Just outside St. Louis, the Bunge Creative Solutions Center in St. Charles, Mo., may have state-of-the art facilities, equipment and technology, but the most important aspect of the resource is its people. That’s according to Brian Anderson, vice-president of global milling innovations and R.&D. for Bunge.
“The most important capability of the Bunge Creative Solutions Center is its team of food science and research professionals,” Mr. Anderson said. “They were specifically selected because they know our customers’ processes in all categories from bakery and culinary to snacks and cereals.”

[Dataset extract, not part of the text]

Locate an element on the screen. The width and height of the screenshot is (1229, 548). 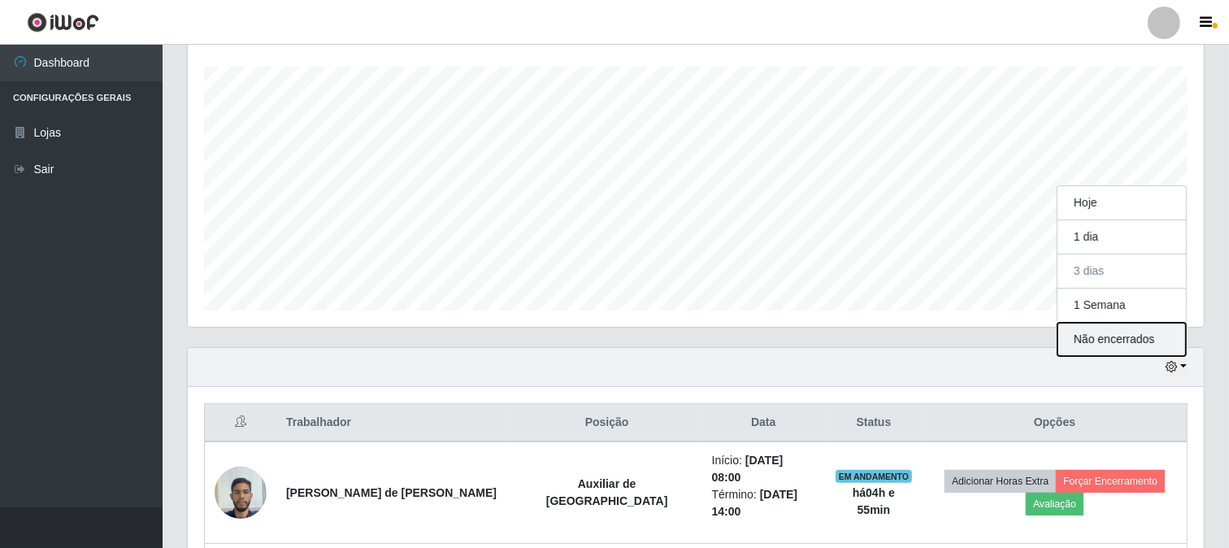
strong: há 04 h e 55 min is located at coordinates (874, 501).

The team at the center includes experts in fat chemistry, starch chemistry and masa production. Having a range of perspectives and expertise means customers can find solutions for any question. The center also has a full-time chef who creates foods to inspire customers as they develop their own products.
Mr. Anderson said the facility is designed to focus on the similarities between oils and grains and its customers’ needs with Bunge’s milling and oil product development.
“We are able to offer our customers full value chain expertise and are unique in that our processing equipment mirrors our customers,” he said.
The 40,000-square-foot facility opened in 2018 and includes a culinary kitchen, bakery applications lab and five pilot plants. It is located 10 miles from Bunge’s North American headquarters, and the soon-to-be global headquarters.
The center includes a scaled-down version of an oil plant capable of creating shortenings, oils and other products used by food manufacturers, bakeries and restaurants. The center also has an extrusion pilot plant to test snack food and cereal applications made from milled grain products.
“This full range of capabilities helps customers with velocity to market,” Mr. Anderson said. “In particular, the pilot plants allow customers to do small batch production to increase the speed between product concept and commercial application.”
The center also houses bakery, analytical and sensory laboratories to ensure that test products meet the nutritional, performance and taste attributes required for a customer’s finished product.
At the center, guests can analyze how Bunge solutions improve the nutritional profile and performance of their existing products or work with the team of experts to develop new ones.
The team at Bunge offers expert advice on all-purpose and frying shortenings, ancient grains, batters and breading, corn and specialty ingredients, corn masa flour, emulsified shortenings, expeller pressed oils, extruded snacks, flakes, shortenings, liquid butter alternatives, and margarines. Additionally, the company provides solutions in milled rice, specialty shortenings, trans fat-free frying oils and specialty wheat ingredients.
For extruded snacks, the center can help customers develop new product shapes and sizes. And if a baker is looking to reformulate existing products or create something new, Bunge’s bulgur wheat, wheat bran and germ can assist in meeting functional or label requirements.
“The Creative Solutions Center serves a fundamental need as food product innovation is a rapidly evolving sector and consumers keep pushing for healthy, sustainable, high-quality and interactive food experiences,” Mr. Anderson said. “Companies that can’t respond fast enough can’t compete. Many have had to scale back their R.&D. budgets and are looking for outside partners such as Bunge to get their ideas on the shelf at a speed and cost they aren’t capable of anymore.”
The facility was designed to meet this demand. And by building a team of experts around Bunge’s long line of product offerings in food and ingredients, the company will drive innovation across the baking and snack industries.